China Sanctions: What UK Firms Should Check
In brief: China sanctions risk for UK firms is usually a matter-specific review of designated parties, ownership, counterparties, sectors, goods, and export-control exposure.
Key points
- Do not treat China exposure as a blanket high-risk label.
- Check parties, ownership, controlled goods, sectors, and counterparties.
- Record why the exposure was cleared, escalated, or sent for specialist advice.
China sanctions risk in UK client work
China sanctions queries often mix several issues: UK designations, US/EU measures, export controls, human-rights concerns, supply chains, and technology restrictions. For a UK accountancy or law firm, the useful question is narrower: does this client or matter create a restriction or risk that affects whether the firm can act?
What to check
- Client, beneficial owner, director, and counterparty names.
- Ownership or control by a designated person or entity.
- Goods, software, technology, or services involved.
- Links to restricted sectors, procurement, or state-owned entities.
- Payment routes and third-party funders.
- Whether US, EU, or group policy exposure also matters.
Evidence to keep
Keep the screening source, date, possible-match review, country-risk note, client explanation, and decision. If the matter touches controlled goods or cross-border trade, record whether specialist export-control or sanctions advice was needed.
Always check current official sources before deciding. UK firms should start with the UK sanctions list, the OFSI consolidated financial sanctions list, and the relevant GOV.UK regime pages.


#### [TASK TO COMPLETE]
Exact repetition of the data is the whole task.

#### [STUDY MATERIAL]
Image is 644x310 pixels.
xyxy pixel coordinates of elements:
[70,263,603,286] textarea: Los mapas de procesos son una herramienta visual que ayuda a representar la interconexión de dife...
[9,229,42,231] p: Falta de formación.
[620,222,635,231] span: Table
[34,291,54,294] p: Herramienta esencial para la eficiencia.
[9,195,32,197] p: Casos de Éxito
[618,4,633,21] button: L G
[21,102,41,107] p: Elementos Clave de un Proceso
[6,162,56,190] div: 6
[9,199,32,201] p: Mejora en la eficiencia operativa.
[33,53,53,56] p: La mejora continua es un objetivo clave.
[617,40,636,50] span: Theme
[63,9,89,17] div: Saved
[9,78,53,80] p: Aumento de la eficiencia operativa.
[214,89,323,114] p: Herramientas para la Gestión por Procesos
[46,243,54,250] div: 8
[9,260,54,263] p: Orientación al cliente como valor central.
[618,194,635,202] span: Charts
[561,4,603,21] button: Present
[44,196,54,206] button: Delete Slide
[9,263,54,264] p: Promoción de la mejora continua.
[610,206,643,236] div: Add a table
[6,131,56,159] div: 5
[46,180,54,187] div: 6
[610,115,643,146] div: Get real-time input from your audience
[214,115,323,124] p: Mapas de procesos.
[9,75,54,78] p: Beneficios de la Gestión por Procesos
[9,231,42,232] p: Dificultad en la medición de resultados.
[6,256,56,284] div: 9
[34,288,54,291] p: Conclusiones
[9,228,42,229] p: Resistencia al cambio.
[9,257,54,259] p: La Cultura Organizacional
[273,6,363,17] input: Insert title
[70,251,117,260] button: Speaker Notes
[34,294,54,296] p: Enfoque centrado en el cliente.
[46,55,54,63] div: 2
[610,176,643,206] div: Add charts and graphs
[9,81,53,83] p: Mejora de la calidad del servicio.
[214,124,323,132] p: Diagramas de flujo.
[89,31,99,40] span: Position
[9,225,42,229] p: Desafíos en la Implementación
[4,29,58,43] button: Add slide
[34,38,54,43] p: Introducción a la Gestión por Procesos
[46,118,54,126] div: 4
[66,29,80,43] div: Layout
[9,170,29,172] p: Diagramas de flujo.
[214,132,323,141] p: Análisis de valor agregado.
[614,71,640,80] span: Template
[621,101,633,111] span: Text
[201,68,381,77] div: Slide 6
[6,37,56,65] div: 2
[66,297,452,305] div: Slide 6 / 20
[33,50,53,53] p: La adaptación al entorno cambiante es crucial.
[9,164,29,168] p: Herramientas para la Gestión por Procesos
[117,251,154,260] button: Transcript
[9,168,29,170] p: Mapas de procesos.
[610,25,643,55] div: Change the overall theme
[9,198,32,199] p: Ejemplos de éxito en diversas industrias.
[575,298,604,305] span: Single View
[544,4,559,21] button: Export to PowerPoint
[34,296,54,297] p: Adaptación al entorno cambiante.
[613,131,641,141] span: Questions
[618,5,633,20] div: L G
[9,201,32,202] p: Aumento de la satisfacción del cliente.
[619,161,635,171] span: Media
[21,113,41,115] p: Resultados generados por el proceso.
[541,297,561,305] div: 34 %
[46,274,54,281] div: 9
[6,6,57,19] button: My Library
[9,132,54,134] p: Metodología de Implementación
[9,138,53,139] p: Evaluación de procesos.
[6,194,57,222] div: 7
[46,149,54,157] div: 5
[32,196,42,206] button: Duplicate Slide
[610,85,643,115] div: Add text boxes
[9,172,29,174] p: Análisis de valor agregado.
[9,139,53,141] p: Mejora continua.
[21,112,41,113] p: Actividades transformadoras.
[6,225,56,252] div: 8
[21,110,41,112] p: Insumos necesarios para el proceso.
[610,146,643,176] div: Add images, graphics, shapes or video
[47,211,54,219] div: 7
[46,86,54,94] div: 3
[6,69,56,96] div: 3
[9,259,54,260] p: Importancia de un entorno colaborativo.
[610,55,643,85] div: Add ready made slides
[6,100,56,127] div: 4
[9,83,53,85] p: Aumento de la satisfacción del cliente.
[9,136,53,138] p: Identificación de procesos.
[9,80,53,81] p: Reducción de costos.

#### [ANSWER BELOW]
Image is 644x310 pixels.
xyxy pixel coordinates of elements:
[70,263,603,286] textarea: Los mapas de procesos son una herramienta visual que ayuda a representar la interconexión de dife...
[9,229,42,231] p: Falta de formación.
[620,222,635,231] span: Table
[34,291,54,294] p: Herramienta esencial para la eficiencia.
[9,195,32,197] p: Casos de Éxito
[618,4,633,21] button: L G
[21,102,41,107] p: Elementos Clave de un Proceso
[6,162,56,190] div: 6
[9,199,32,201] p: Mejora en la eficiencia operativa.
[33,53,53,56] p: La mejora continua es un objetivo clave.
[617,40,636,50] span: Theme
[63,9,89,17] div: Saved
[9,78,53,80] p: Aumento de la eficiencia operativa.
[214,89,323,114] p: Herramientas para la Gestión por Procesos
[46,243,54,250] div: 8
[9,260,54,263] p: Orientación al cliente como valor central.
[618,194,635,202] span: Charts
[561,4,603,21] button: Present
[44,196,54,206] button: Delete Slide
[9,263,54,264] p: Promoción de la mejora continua.
[610,206,643,236] div: Add a table
[6,131,56,159] div: 5
[46,180,54,187] div: 6
[610,115,643,146] div: Get real-time input from your audience
[214,115,323,124] p: Mapas de procesos.
[9,75,54,78] p: Beneficios de la Gestión por Procesos
[9,231,42,232] p: Dificultad en la medición de resultados.
[6,256,56,284] div: 9
[34,288,54,291] p: Conclusiones
[9,228,42,229] p: Resistencia al cambio.
[9,257,54,259] p: La Cultura Organizacional
[273,6,363,17] input: Insert title
[70,251,117,260] button: Speaker Notes
[34,294,54,296] p: Enfoque centrado en el cliente.
[46,55,54,63] div: 2
[610,176,643,206] div: Add charts and graphs
[9,81,53,83] p: Mejora de la calidad del servicio.
[214,124,323,132] p: Diagramas de flujo.
[89,31,99,40] span: Position
[9,225,42,229] p: Desafíos en la Implementación
[4,29,58,43] button: Add slide
[34,38,54,43] p: Introducción a la Gestión por Procesos
[46,118,54,126] div: 4
[66,29,80,43] div: Layout
[9,170,29,172] p: Diagramas de flujo.
[214,132,323,141] p: Análisis de valor agregado.
[614,71,640,80] span: Template
[621,101,633,111] span: Text
[201,68,381,77] div: Slide 6
[6,37,56,65] div: 2
[66,297,452,305] div: Slide 6 / 20
[33,50,53,53] p: La adaptación al entorno cambiante es crucial.
[9,164,29,168] p: Herramientas para la Gestión por Procesos
[117,251,154,260] button: Transcript
[9,168,29,170] p: Mapas de procesos.
[610,25,643,55] div: Change the overall theme
[9,198,32,199] p: Ejemplos de éxito en diversas industrias.
[575,298,604,305] span: Single View
[544,4,559,21] button: Export to PowerPoint
[34,296,54,297] p: Adaptación al entorno cambiante.
[613,131,641,141] span: Questions
[618,5,633,20] div: L G
[9,201,32,202] p: Aumento de la satisfacción del cliente.
[619,161,635,171] span: Media
[21,113,41,115] p: Resultados generados por el proceso.
[541,297,561,305] div: 34 %
[46,274,54,281] div: 9
[6,6,57,19] button: My Library
[9,132,54,134] p: Metodología de Implementación
[9,138,53,139] p: Evaluación de procesos.
[6,194,57,222] div: 7
[46,149,54,157] div: 5
[32,196,42,206] button: Duplicate Slide
[610,85,643,115] div: Add text boxes
[9,172,29,174] p: Análisis de valor agregado.
[9,139,53,141] p: Mejora continua.
[21,112,41,113] p: Actividades transformadoras.
[6,225,56,252] div: 8
[21,110,41,112] p: Insumos necesarios para el proceso.
[610,146,643,176] div: Add images, graphics, shapes or video
[47,211,54,219] div: 7
[46,86,54,94] div: 3
[6,69,56,96] div: 3
[9,259,54,260] p: Importancia de un entorno colaborativo.
[610,55,643,85] div: Add ready made slides
[6,100,56,127] div: 4
[9,83,53,85] p: Aumento de la satisfacción del cliente.
[9,136,53,138] p: Identificación de procesos.
[9,80,53,81] p: Reducción de costos.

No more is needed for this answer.